Slammerkin is a novel published in 2000 by Emma Donoghue, who has since found fame for writing Room. Unlike last week’s Golden Hill, the novel is not written in a (supposedly) eighteenth century style. When I bought the book, I thought it would be the story of Mrs Slammerkin from The Beggar’s Opera, but it turned out to be inspired by various fragments of eighteenth century court cases
In many ways it follows the traditional eighteenth-century prostitute narrative, a young, innocent maid is seduced and finds herself on the streets of London, where she has to sell he body to survive. This tends to continue until the poor woman is hanged, dies of disease or (if it’s a happy story) marries into wealth and happiness.
What is strange about this book, is that instead of being born in the country and running away to London, Mary Saunders is born in London and finds herself in the country. She loses her maidenhead for a ribbon, she then lives the life of a slammerkin, or trull with new-found friend, Doll Higgins. When Doll dies and Mary finds herself at the attentions of a knife-happy pimp, so she runs to the countryside to her mother’s childhood home of Monmouth.
Mary is dismayed by Monmouth; it’s smallness, its drabness and the excess of crows (the original title was ‘A Complaint of Crows’ – a more accurate title, Mary complains a lot). There, she enters service with her mother’s old friend, struggling with the constraints of a maidservant’s life but enjoying the warmth and safety of a family.
Here in the book, the point-of-view shatters somewhat. Where we have been following Mary and her alone; we now spend a little time in the heads of the whole household; Mr and Mrs Jones, Mrs Ash the nanny, apprentice Daffy and black maid-of-all work Abi. I won’t reveal the ending, but Mary’s old ways, spurred by her longing for applause and finery, cannot be held down and they erupt.
This is very much a book of two parts, it would seem the first 152 pages are little more than backstory, with the real story is the one that takes place in Monmouth. Looking at her website, it seems that the editor at Virago insisted on ‘lots more London’, so it would seem to be their fault that the novel feels a little… wonky somehow.
Not that the London stuff is bad, it’s well researched and properly evokes the world of the bunters - the streetwalkers, those with less stake in society’s respectable life then even the moderately high-class Fanny Hill. The world is sweaty and clammy and horrid (the world ‘greasy’ is used countless times). Doll Higgin is an enjoyable, if unoriginal ‘whore’ character and Mary Saunders’ rapidly hardening worldview is well portrayed. However, the London scenes were pretty generic with a number of nudge-nudge wink-wink references to Scratching Fanny, the Cock Lane Ghost and a cameo from Samuel Johnson and Boswell.
However, it’s the Monmouth stuff that is the real meat of the story – from the suggestions of the website, it would seem that this was the novel originally. The relationship between Mary and Mrs Jones is very well done. Mrs Jones is the loving, kind mother that Mary longed for but also a representative of the narrow, blinkered world of the Welsh Marches. There’s a genuinely layered relationship between them; a lonely woman and her surrogate daughter who is also her social inferior. The household also includes Abi, a Barbadian former-slave, who is officially no longer a slave but can’t convince the Jones family to actually pay her. At the end of the novel, she is stranded in London, having run away and looking forward to her new life, hopefully her life will pan out better then Mary Saunders.
Ultimately, I enjoyed Slammerkin, I felt that I would probably have enjoyed A Complaint of Crows more, before publisher intervention unbalanced the book and changed it from the slightly dour tone of the original title to the ‘ho-ho-ho’ of Slammerkin. I’m all for an underworldly, rambunctious take on the eighteenth-century (I’ve written my own) but there is also a need for the gritty, the greasy and the dour - and Emma Donoghue should have been allowed to do just that.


• Exercise
Could you please write out each line of the records exactly, minus the pictures?

• Exercise data
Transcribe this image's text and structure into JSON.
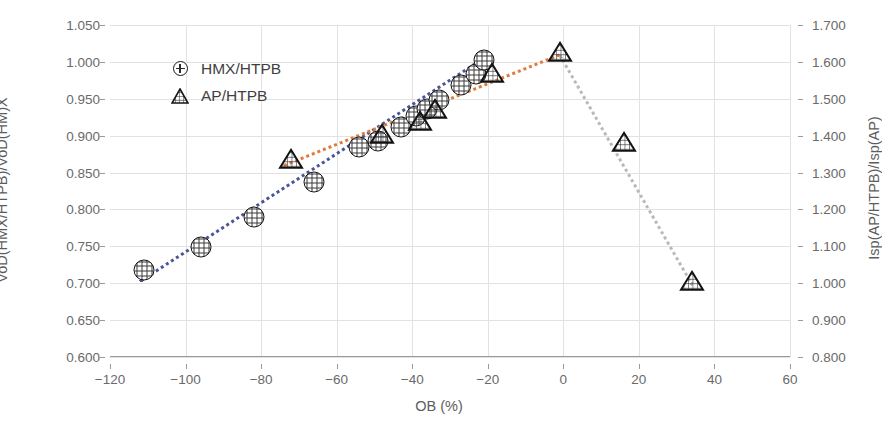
{
  "chart_data": {
    "type": "scatter",
    "title": "",
    "xlabel": "OB (%)",
    "ylabel": "VoD(HMX/HTPB)/VoD(HM)X",
    "y2label": "Isp(AP/HTPB)/Isp(AP)",
    "xlim": [
      -120,
      60
    ],
    "ylim": [
      0.6,
      1.05
    ],
    "y2lim": [
      0.8,
      1.7
    ],
    "xticks": [
      "−120",
      "−100",
      "−80",
      "−60",
      "−40",
      "−20",
      "0",
      "20",
      "40",
      "60"
    ],
    "xtick_values": [
      -120,
      -100,
      -80,
      -60,
      -40,
      -20,
      0,
      20,
      40,
      60
    ],
    "yticks": [
      "0.600",
      "0.650",
      "0.700",
      "0.750",
      "0.800",
      "0.850",
      "0.900",
      "0.950",
      "1.000",
      "1.050"
    ],
    "ytick_values": [
      0.6,
      0.65,
      0.7,
      0.75,
      0.8,
      0.85,
      0.9,
      0.95,
      1.0,
      1.05
    ],
    "y2ticks": [
      "0.800",
      "0.900",
      "1.000",
      "1.100",
      "1.200",
      "1.300",
      "1.400",
      "1.500",
      "1.600",
      "1.700"
    ],
    "y2tick_values": [
      0.8,
      0.9,
      1.0,
      1.1,
      1.2,
      1.3,
      1.4,
      1.5,
      1.6,
      1.7
    ],
    "grid": true,
    "legend_position": "upper-left",
    "series": [
      {
        "name": "HMX/HTPB",
        "marker": "circle",
        "axis": "left",
        "color": "#4a5596",
        "trend_color": "#4a5596",
        "points": [
          {
            "x": -111,
            "y": 0.718
          },
          {
            "x": -96,
            "y": 0.749
          },
          {
            "x": -82,
            "y": 0.79
          },
          {
            "x": -66,
            "y": 0.837
          },
          {
            "x": -54,
            "y": 0.884
          },
          {
            "x": -49,
            "y": 0.893
          },
          {
            "x": -43,
            "y": 0.912
          },
          {
            "x": -39,
            "y": 0.926
          },
          {
            "x": -36,
            "y": 0.936
          },
          {
            "x": -33,
            "y": 0.948
          },
          {
            "x": -27,
            "y": 0.968
          },
          {
            "x": -23,
            "y": 0.984
          },
          {
            "x": -21,
            "y": 1.003
          }
        ]
      },
      {
        "name": "AP/HTPB",
        "marker": "triangle",
        "axis": "right",
        "color": "#e07a3c",
        "trend_color": "#e07a3c",
        "decline_color": "#b9b9bd",
        "points": [
          {
            "x": -72,
            "y": 1.33
          },
          {
            "x": -48,
            "y": 1.4
          },
          {
            "x": -38,
            "y": 1.434
          },
          {
            "x": -34,
            "y": 1.466
          },
          {
            "x": -19,
            "y": 1.565
          },
          {
            "x": -1,
            "y": 1.622
          },
          {
            "x": 16,
            "y": 1.378
          },
          {
            "x": 34,
            "y": 1.0
          }
        ]
      }
    ],
    "trendlines": [
      {
        "name": "hmx-trend",
        "color": "#4a5596",
        "style": "dotted",
        "x0": -112,
        "y0": 0.704,
        "x1": -20,
        "y1": 1.01,
        "axis": "left"
      },
      {
        "name": "ap-trend-rise",
        "color": "#e07a3c",
        "style": "dotted",
        "x0": -74,
        "y0": 1.322,
        "x1": -1,
        "y1": 1.622,
        "axis": "right"
      },
      {
        "name": "ap-trend-fall",
        "color": "#b9b9bd",
        "style": "dotted",
        "x0": -1,
        "y0": 1.622,
        "x1": 34,
        "y1": 1.0,
        "axis": "right"
      }
    ]
  },
  "legend": {
    "entries": [
      {
        "label": "HMX/HTPB",
        "marker": "circle-crosshatch-icon"
      },
      {
        "label": "AP/HTPB",
        "marker": "triangle-crosshatch-icon"
      }
    ]
  }
}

• Solution to this exercise
Transcribe this image's text and structure into JSON.
{
  "chart_data": {
    "type": "scatter",
    "title": "",
    "xlabel": "OB (%)",
    "ylabel": "VoD(HMX/HTPB)/VoD(HM)X",
    "y2label": "Isp(AP/HTPB)/Isp(AP)",
    "xlim": [
      -120,
      60
    ],
    "ylim": [
      0.6,
      1.05
    ],
    "y2lim": [
      0.8,
      1.7
    ],
    "xticks": [
      "−120",
      "−100",
      "−80",
      "−60",
      "−40",
      "−20",
      "0",
      "20",
      "40",
      "60"
    ],
    "xtick_values": [
      -120,
      -100,
      -80,
      -60,
      -40,
      -20,
      0,
      20,
      40,
      60
    ],
    "yticks": [
      "0.600",
      "0.650",
      "0.700",
      "0.750",
      "0.800",
      "0.850",
      "0.900",
      "0.950",
      "1.000",
      "1.050"
    ],
    "ytick_values": [
      0.6,
      0.65,
      0.7,
      0.75,
      0.8,
      0.85,
      0.9,
      0.95,
      1.0,
      1.05
    ],
    "y2ticks": [
      "0.800",
      "0.900",
      "1.000",
      "1.100",
      "1.200",
      "1.300",
      "1.400",
      "1.500",
      "1.600",
      "1.700"
    ],
    "y2tick_values": [
      0.8,
      0.9,
      1.0,
      1.1,
      1.2,
      1.3,
      1.4,
      1.5,
      1.6,
      1.7
    ],
    "grid": true,
    "legend_position": "upper-left",
    "series": [
      {
        "name": "HMX/HTPB",
        "marker": "circle",
        "axis": "left",
        "color": "#4a5596",
        "trend_color": "#4a5596",
        "points": [
          {
            "x": -111,
            "y": 0.718
          },
          {
            "x": -96,
            "y": 0.749
          },
          {
            "x": -82,
            "y": 0.79
          },
          {
            "x": -66,
            "y": 0.837
          },
          {
            "x": -54,
            "y": 0.884
          },
          {
            "x": -49,
            "y": 0.893
          },
          {
            "x": -43,
            "y": 0.912
          },
          {
            "x": -39,
            "y": 0.926
          },
          {
            "x": -36,
            "y": 0.936
          },
          {
            "x": -33,
            "y": 0.948
          },
          {
            "x": -27,
            "y": 0.968
          },
          {
            "x": -23,
            "y": 0.984
          },
          {
            "x": -21,
            "y": 1.003
          }
        ]
      },
      {
        "name": "AP/HTPB",
        "marker": "triangle",
        "axis": "right",
        "color": "#e07a3c",
        "trend_color": "#e07a3c",
        "decline_color": "#b9b9bd",
        "points": [
          {
            "x": -72,
            "y": 1.33
          },
          {
            "x": -48,
            "y": 1.4
          },
          {
            "x": -38,
            "y": 1.434
          },
          {
            "x": -34,
            "y": 1.466
          },
          {
            "x": -19,
            "y": 1.565
          },
          {
            "x": -1,
            "y": 1.622
          },
          {
            "x": 16,
            "y": 1.378
          },
          {
            "x": 34,
            "y": 1.0
          }
        ]
      }
    ],
    "trendlines": [
      {
        "name": "hmx-trend",
        "color": "#4a5596",
        "style": "dotted",
        "x0": -112,
        "y0": 0.704,
        "x1": -20,
        "y1": 1.01,
        "axis": "left"
      },
      {
        "name": "ap-trend-rise",
        "color": "#e07a3c",
        "style": "dotted",
        "x0": -74,
        "y0": 1.322,
        "x1": -1,
        "y1": 1.622,
        "axis": "right"
      },
      {
        "name": "ap-trend-fall",
        "color": "#b9b9bd",
        "style": "dotted",
        "x0": -1,
        "y0": 1.622,
        "x1": 34,
        "y1": 1.0,
        "axis": "right"
      }
    ]
  },
  "legend": {
    "entries": [
      {
        "label": "HMX/HTPB",
        "marker": "circle-crosshatch-icon"
      },
      {
        "label": "AP/HTPB",
        "marker": "triangle-crosshatch-icon"
      }
    ]
  }
}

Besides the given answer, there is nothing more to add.